Jerome Groopman: Can Hypochondria Be Cured?:
“Studies show that at least a quarter of all patients report symptoms that appear to have no physical basis, and that one in ten continues to believe that he has a terminal disease even after the doctor has found him to be healthy. Experts say that between three and six per cent of patients seen by primary-care physicians suffer from hypochondria, the irrational fear of illness. The number is likely growing, thanks to increased medical reporting in the media, which devotes particular attention to scary new diseases like sars, and to the Internet, which provides a wealth of clinical information (and misinformation) that can help turn a concerned patient into a neurotic one. Nevertheless, hypochondria is rarely discussed in the doctor’s office. The ‘‘worried well,’’ as sufferers are sometimes called, typically feel insulted by any suggestion that their symptoms have a psychological basis. Most patients are given a formal diagnosis of hypochondria only after ten or so years of seeing physicians, if they get such a diagnosis at all.” The New Yorker
Groopman writes this wonderful series for the magazine in which he considers area of medical controversy with compassion and insight. I was particularly interested in his take on this topic on the border of psychiatry and ‘real’ medicine. In hypochondriasis, patients are essentially exploiting the phsician’s fallibility and wish to be reassuring for unconscious reasons; a non-psychiatrist grappling comfortably with the problem would have to be penetrating about the limitations of the doctor’s art as well as intuitive about unconscious process — no mean feat. Groopman profiles a primary care physician who is, and then turns to a depiction of the work of neuropsychiatrist Brian Fallon (whom I knew way back when before either of us went to medical school). Because it is anathema to suggest to a hypochondriacal patient that it is psychological at root, this quintessentially psychiatric problem is rarely treated by psychiatrists. Fallon has an interesting take on it, having struggled to get referrals of patients considered hypochondriacal by his non-psychiatric colleagues to study.
Fallon has reconceived hypochondria as a heterogeneous disorder: some sufferers are indeed obsessive-compulsives, whereas others are experiencing a prolonged reaction to a traumatic event, like the death of a loved one. He also believes that people who are labelled hypochondriacs can behave in diametrically opposite ways in terms of seeking medical care. For some, the fear of illness is so great that they avoid all doctors. These patients indulge in the fantasy that if a doctor doesn’t examine them, then the illness won’t appear. Another group needs to see doctors constantly, even when these visits cause more anxiety or humiliation.
What this heterogeneity hints at is that the hypochondriacal ‘label’ may have something, or as much, or more, to do with the distasteful reaction her physicians have to such a patient as it does to the underlying process in the patient herself. (This is a familiar problem in psychiatry as well, which I refer to as ‘diagnosis by countertransference’, usuallly seen when a disagreeable or difficult patient is labelled with borderline personality disorder. In my teaching and supervision with regard to both hypochondriasis/somatization and borderline personality dynamics, it is one of the most difficult issues for trainees to dea with.) Groopman’s article ends with a patient’s summation of perhaps the best approach to treating such difficult cases:
‘‘Hypochondria is not at all funny, like people think,’’ she said. ‘‘It’s not a ‘Seinfeld’ episode. It’s a horrible, horrible way to live.”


• [WORK ITEM]
Your answer should consist of the lines holding "label", copied from the material below.

• [DATASET]

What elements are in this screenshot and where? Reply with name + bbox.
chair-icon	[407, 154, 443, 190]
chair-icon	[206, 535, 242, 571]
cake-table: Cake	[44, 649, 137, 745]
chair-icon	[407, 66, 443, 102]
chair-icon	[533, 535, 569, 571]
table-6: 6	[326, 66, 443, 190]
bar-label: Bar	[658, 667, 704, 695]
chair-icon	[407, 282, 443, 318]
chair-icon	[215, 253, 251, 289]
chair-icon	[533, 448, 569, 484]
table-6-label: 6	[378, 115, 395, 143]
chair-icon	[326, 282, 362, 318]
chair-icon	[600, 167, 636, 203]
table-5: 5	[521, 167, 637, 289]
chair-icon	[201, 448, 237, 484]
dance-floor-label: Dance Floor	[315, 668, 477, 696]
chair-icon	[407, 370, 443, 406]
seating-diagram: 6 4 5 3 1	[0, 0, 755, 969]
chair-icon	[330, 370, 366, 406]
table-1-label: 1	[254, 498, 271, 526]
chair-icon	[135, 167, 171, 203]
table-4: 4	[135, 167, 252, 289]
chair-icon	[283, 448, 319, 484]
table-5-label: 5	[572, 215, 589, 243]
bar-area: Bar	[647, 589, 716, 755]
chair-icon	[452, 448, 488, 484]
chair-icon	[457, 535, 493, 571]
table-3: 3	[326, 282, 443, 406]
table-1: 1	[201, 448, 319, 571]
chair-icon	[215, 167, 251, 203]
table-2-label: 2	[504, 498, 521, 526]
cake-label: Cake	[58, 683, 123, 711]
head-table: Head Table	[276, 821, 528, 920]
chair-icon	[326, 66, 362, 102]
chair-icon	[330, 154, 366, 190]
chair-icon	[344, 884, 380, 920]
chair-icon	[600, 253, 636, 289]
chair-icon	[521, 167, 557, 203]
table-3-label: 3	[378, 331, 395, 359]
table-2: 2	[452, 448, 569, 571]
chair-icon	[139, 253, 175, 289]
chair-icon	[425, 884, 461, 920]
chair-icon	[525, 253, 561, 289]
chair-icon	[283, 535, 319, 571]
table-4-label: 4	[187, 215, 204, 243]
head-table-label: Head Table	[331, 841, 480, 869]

• [ANSWER TO THE EXERCISE]
bar-label: Bar	[658, 667, 704, 695]
table-6-label: 6	[378, 115, 395, 143]
dance-floor-label: Dance Floor	[315, 668, 477, 696]
table-1-label: 1	[254, 498, 271, 526]
table-5-label: 5	[572, 215, 589, 243]
table-2-label: 2	[504, 498, 521, 526]
cake-label: Cake	[58, 683, 123, 711]
table-3-label: 3	[378, 331, 395, 359]
table-4-label: 4	[187, 215, 204, 243]
head-table-label: Head Table	[331, 841, 480, 869]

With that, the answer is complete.